Big Chemical Encyclopedia

Chemical substances, components, reactions, process design ...

Articles Figures Tables About

Palladium-alkyl-carbon monoxide

With palladium chloride catalyst, carbon monoxide, and an alcohol the labile hydroxyl is alkylated during carbonylation (199). [Pg.113]

Other processes described in the Hterature for the production of malonates but which have not gained industrial importance are the reaction of ketene [463-51-4] with carbon monoxide in the presence of alkyl nitrite and a palladium salt as a catalyst (35) and the reaction of dichioromethane [75-09-2] with carbon monoxide in the presence of an alcohol, dicobalt octacarbonyl, and an imida2ole (36). [Pg.467]

Various l-alkyl-4-(benzotriazol-l-yl)-l,2,3,4-tetrahydroquinolines have been prepared by condensation of V-alkylaniline with two equivalents of an aldehyde and one equivalent of benzotriazole <95JOC(60)7631>. Quinolones 66 were simply prepared in good yield by heating a mixture of the appropriate vinylogous amide 65 and NaHCOj in the presence of a catalytic amount of palladium(II) acetate and triphenylphosphine in DMF under a carbon monoxide atmosphere <96CC2253>. [Pg.234]

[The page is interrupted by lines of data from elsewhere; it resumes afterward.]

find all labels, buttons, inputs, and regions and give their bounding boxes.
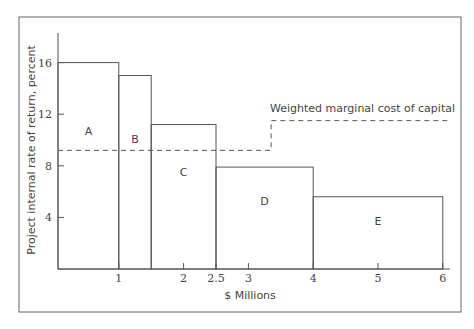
x-tick-label: 1 (115, 272, 122, 285)
bar-d (216, 167, 313, 269)
wmcc-label: Weighted marginal cost of capital (270, 102, 455, 115)
y-tick-label: 12 (38, 108, 52, 121)
x-tick-label: 5 (375, 272, 382, 285)
bar-c (151, 125, 216, 269)
bar-label: A (85, 125, 93, 138)
bar-label: C (180, 166, 188, 179)
wmcc-line (58, 121, 449, 151)
y-tick-label: 4 (45, 211, 52, 224)
x-tick-label: 3 (245, 272, 252, 285)
labels: 481216122.53456ABCDEWeighted marginal co… (25, 45, 455, 302)
x-tick-label: 4 (310, 272, 317, 285)
y-axis-label: Project internal rate of return, percent (25, 45, 38, 255)
bar-b (119, 76, 151, 270)
axes (58, 33, 450, 269)
y-tick-label: 16 (38, 57, 52, 70)
x-tick-label: 2.5 (207, 272, 225, 285)
wmcc-dashed-line (58, 121, 449, 151)
x-tick-label: 6 (439, 272, 446, 285)
x-tick-label: 2 (180, 272, 187, 285)
bar-label: B (131, 133, 139, 146)
x-axis-label: $ Millions (224, 289, 276, 302)
bar-a (58, 63, 119, 269)
bar-e (313, 197, 443, 269)
bar-label: D (260, 195, 268, 208)
y-tick-label: 8 (45, 160, 52, 173)
bars (58, 63, 443, 269)
bar-label: E (375, 215, 382, 228)
chart: 481216122.53456ABCDEWeighted marginal co… (0, 0, 474, 329)
chart-frame (19, 17, 461, 312)
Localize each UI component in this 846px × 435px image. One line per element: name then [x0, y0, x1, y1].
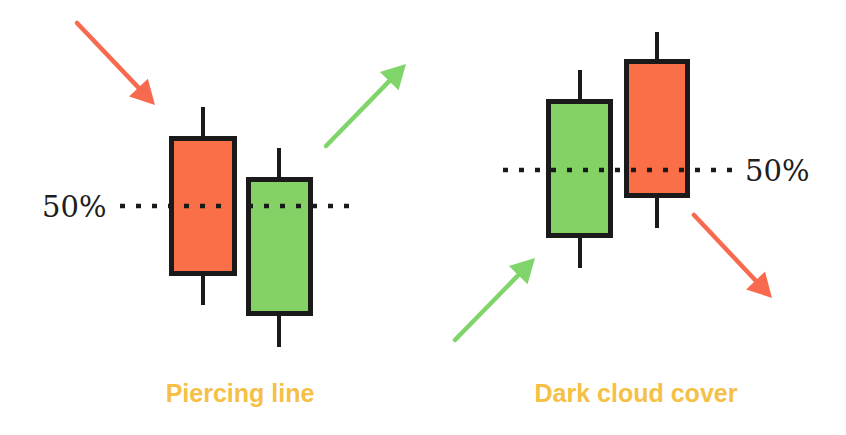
dark-cloud-cover-caption: Dark cloud cover [535, 379, 738, 407]
piercing-line-caption: Piercing line [166, 379, 315, 407]
arrow-up-icon [326, 64, 406, 146]
bearish-candle [627, 32, 688, 228]
bullish-candle [249, 148, 311, 347]
dark-cloud-cover-pattern: 50%Dark cloud cover [455, 32, 809, 407]
midpoint-label: 50% [745, 154, 809, 188]
candle-body [627, 62, 688, 196]
candle-body [249, 180, 311, 314]
piercing-line-pattern: 50%Piercing line [42, 23, 406, 407]
arrow-down-icon [77, 23, 155, 105]
arrow-down-icon [694, 215, 772, 298]
arrow-up-icon [455, 258, 535, 340]
midpoint-label: 50% [42, 190, 106, 224]
candlestick-patterns-diagram: 50%Piercing line 50%Dark cloud cover [0, 0, 846, 435]
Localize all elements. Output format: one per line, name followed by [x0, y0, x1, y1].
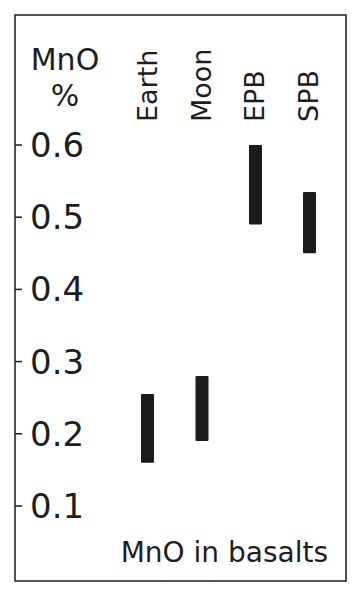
category-label-spb: SPB	[293, 70, 324, 122]
range-bar-earth	[141, 394, 154, 463]
y-tick-label: 0.3	[30, 342, 84, 382]
category-label-earth: Earth	[132, 50, 163, 122]
category-label-moon: Moon	[186, 49, 217, 122]
y-label-quantity: MnO	[31, 42, 100, 77]
chart-title: MnO in basalts	[121, 536, 328, 569]
y-axis-ticks	[15, 145, 22, 506]
y-tick-label: 0.4	[30, 269, 84, 309]
y-tick-label: 0.2	[30, 414, 84, 454]
y-axis-tick-labels: 0.60.50.40.30.20.1	[30, 125, 84, 526]
y-tick-label: 0.1	[30, 486, 84, 526]
range-bar-spb	[303, 192, 316, 253]
y-tick-label: 0.5	[30, 197, 84, 237]
mno-range-chart: 0.60.50.40.30.20.1 MnO% EarthMoonEPBSPB …	[0, 0, 356, 590]
y-label-unit: %	[51, 78, 80, 113]
range-bar-epb	[249, 145, 262, 224]
category-label-epb: EPB	[239, 70, 270, 122]
category-labels: EarthMoonEPBSPB	[132, 49, 324, 122]
range-bar-moon	[196, 376, 209, 441]
y-tick-label: 0.6	[30, 125, 84, 165]
range-bars	[141, 145, 316, 463]
y-axis-label: MnO%	[31, 42, 100, 113]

Palladium(II) complexes possessing bidentate ligands are known to efficiently catalyze the copolymerization of olefins with carbon monoxide to form polyketones.594-596 Sulfur dioxide is an attractive monomer for catalytic copolymerizations with olefins since S02, like CO, is known to undergo facile insertion reactions into a variety of transition metal-alkyl bonds. Indeed, Drent has patented alternating copolymerization of ethylene with S02 using various palladium(II) complexes.597 In 1998, Sen and coworkers also reported that [(dppp)PdMe(NCMe)]BF4 was an effective catalyst for the copolymerization of S02 with ethylene, propylene, and cyclopentene.598 There is a report of the insertion reactions of S02 into PdII-methyl bonds and the attempted spectroscopic detection of the copolymerization of ethylene and S02.599... [Pg.607]

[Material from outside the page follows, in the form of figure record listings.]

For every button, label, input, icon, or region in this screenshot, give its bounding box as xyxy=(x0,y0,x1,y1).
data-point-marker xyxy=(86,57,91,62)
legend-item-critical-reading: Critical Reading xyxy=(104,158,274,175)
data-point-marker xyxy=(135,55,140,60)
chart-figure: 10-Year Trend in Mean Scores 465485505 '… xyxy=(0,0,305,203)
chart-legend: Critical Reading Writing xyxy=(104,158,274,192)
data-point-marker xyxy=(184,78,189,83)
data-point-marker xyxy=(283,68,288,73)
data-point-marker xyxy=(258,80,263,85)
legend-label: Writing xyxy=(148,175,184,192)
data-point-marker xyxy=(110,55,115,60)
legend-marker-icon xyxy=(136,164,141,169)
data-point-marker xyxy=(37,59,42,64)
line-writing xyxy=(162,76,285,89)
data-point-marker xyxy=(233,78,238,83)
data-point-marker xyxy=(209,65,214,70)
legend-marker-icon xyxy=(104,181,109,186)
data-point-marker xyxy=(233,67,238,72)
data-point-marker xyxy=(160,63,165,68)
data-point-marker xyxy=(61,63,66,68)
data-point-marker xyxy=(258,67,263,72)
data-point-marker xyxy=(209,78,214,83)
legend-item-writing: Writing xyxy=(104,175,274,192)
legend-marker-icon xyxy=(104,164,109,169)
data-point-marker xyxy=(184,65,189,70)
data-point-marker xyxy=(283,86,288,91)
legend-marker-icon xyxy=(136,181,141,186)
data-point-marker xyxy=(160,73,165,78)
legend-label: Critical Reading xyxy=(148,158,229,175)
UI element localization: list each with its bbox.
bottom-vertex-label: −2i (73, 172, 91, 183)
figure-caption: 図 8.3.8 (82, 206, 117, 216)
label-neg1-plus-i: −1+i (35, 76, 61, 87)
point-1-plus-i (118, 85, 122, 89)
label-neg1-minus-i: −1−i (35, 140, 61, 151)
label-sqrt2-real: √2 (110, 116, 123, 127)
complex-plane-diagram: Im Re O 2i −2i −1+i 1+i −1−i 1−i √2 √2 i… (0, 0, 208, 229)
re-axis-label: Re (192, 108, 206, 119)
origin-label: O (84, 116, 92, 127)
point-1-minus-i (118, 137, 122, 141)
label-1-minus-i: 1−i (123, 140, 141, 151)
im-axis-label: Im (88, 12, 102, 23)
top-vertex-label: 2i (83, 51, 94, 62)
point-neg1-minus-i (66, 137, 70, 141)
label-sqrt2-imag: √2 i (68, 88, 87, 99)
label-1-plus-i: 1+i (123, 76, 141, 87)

Carbon monoxide rapidly inserts into the carbon—zirconium bond of alkyl- and alkenyl-zirconocene chlorides at low temperature with retention of configuration at carbon to give acylzirconocene chlorides 17 (Scheme 3.5). Acylzirconocene chlorides have found utility in synthesis, as described elsewhere in this volume [17]. Lewis acid catalyzed additions to enones, aldehydes, and imines, yielding a-keto allylic alcohols, a-hydroxy ketones, and a-amino ketones, respectively [18], and palladium-catalyzed addition to alkyl/aryl halides and a,[5-ynones [19] are examples. The acyl complex 18 formed by the insertion of carbon monoxide into dialkyl, alkylaryl, or diaryl zirconocenes may rearrange to a r 2-ketone complex 19 either thermally (particularly when R1 = R2 = Ph) or on addition of a Lewis acid [5,20,21]. The rearrangement proceeds through the less stable... [Pg.88]

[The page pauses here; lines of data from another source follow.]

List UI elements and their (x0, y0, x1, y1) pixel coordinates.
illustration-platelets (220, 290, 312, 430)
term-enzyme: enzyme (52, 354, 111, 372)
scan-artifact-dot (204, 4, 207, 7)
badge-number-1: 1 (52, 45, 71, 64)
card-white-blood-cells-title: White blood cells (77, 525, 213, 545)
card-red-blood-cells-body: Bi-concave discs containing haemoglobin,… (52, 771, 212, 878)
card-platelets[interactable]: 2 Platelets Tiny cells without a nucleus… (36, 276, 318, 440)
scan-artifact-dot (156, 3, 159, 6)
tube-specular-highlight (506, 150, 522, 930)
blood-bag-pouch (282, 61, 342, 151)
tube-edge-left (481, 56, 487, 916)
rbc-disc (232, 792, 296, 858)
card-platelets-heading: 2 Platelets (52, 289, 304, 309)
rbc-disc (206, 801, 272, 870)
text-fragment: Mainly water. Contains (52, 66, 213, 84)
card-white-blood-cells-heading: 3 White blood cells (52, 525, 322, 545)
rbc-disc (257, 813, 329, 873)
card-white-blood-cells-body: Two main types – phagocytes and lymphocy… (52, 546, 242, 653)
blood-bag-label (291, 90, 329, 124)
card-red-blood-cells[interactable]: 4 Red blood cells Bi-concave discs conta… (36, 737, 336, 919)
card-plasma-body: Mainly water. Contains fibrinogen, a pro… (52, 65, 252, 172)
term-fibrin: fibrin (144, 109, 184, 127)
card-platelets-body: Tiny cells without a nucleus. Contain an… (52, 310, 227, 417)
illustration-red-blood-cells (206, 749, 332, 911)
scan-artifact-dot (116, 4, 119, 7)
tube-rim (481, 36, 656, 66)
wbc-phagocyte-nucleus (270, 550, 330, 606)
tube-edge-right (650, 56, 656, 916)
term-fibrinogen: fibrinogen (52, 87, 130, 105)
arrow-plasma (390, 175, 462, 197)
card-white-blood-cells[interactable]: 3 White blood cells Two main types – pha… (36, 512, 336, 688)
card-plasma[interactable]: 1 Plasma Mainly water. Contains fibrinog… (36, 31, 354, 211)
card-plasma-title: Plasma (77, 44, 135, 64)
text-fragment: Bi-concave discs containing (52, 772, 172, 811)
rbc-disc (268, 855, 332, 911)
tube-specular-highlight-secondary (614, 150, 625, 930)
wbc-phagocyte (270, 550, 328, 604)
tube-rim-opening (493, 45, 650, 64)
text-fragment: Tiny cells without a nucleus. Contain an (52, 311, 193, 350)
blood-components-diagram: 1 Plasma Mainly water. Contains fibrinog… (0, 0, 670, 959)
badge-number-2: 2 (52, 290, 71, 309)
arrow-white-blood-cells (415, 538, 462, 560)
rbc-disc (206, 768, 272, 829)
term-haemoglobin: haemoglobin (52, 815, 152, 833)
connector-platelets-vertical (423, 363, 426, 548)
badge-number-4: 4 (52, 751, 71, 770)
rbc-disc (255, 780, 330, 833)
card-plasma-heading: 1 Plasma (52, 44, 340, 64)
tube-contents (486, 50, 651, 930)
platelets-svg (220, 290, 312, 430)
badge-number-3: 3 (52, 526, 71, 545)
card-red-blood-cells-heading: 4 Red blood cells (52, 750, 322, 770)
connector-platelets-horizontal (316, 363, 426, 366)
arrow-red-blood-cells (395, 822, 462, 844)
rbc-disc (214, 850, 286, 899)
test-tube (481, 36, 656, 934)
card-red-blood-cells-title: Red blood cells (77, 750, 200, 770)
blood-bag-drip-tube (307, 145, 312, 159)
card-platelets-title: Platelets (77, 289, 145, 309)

Insertion of CO is therefore always kinetically controlled. When an alkyl palladium species has formed, the open site will be occupied by a coordinating CO molecule. Carbon monoxide coordinates more strongly to palladium than ethene, even when the palladium centre is cationic. The reason for this is steric the cone angle of ethene is much larger than that of CO and the steric hindrance in the ethene complex is therefore much larger. If the barriers of activation for the insertion processes of ethene and CO are of the same order of... [Pg.248]

Cyclocarbonylation of o-iodophenols 503 with isocyanates or carbodiimides and carbon monoxide in the presence of a catalytic amount of a palladium catalyst (tris(dibenzylideneacetone)dipalladium(O) Pd2(DBA)3) and l,4-bis(di-phenylphosphino)butane (dppb) resulted in formation of l,3-benzoxazine-2,4-diones 504 or 2-imino-l,3-benzoxazin-4-ones 505 (Scheme 94). The product yields were dependent on the nature of the substrate, the catalyst, the solvent, the base, and the phosphine ligand. The reactions of o-iodophenols with unsymmetrical carbodiimides bearing an alkyl and an aryl substituent afforded 2-alkylimino-3-aryl-l,3-benzoxazin-4-ones 505 in a completely regioselective manner <1999JOC9194>. On the palladium-catalyzed cyclocarbonylation of o-iodoanilines with acyl chlorides and carbon monoxide, 2-substituted-4f/-3,l-benzoxazin-4-ones were obtained <19990L1619>. [Pg.438]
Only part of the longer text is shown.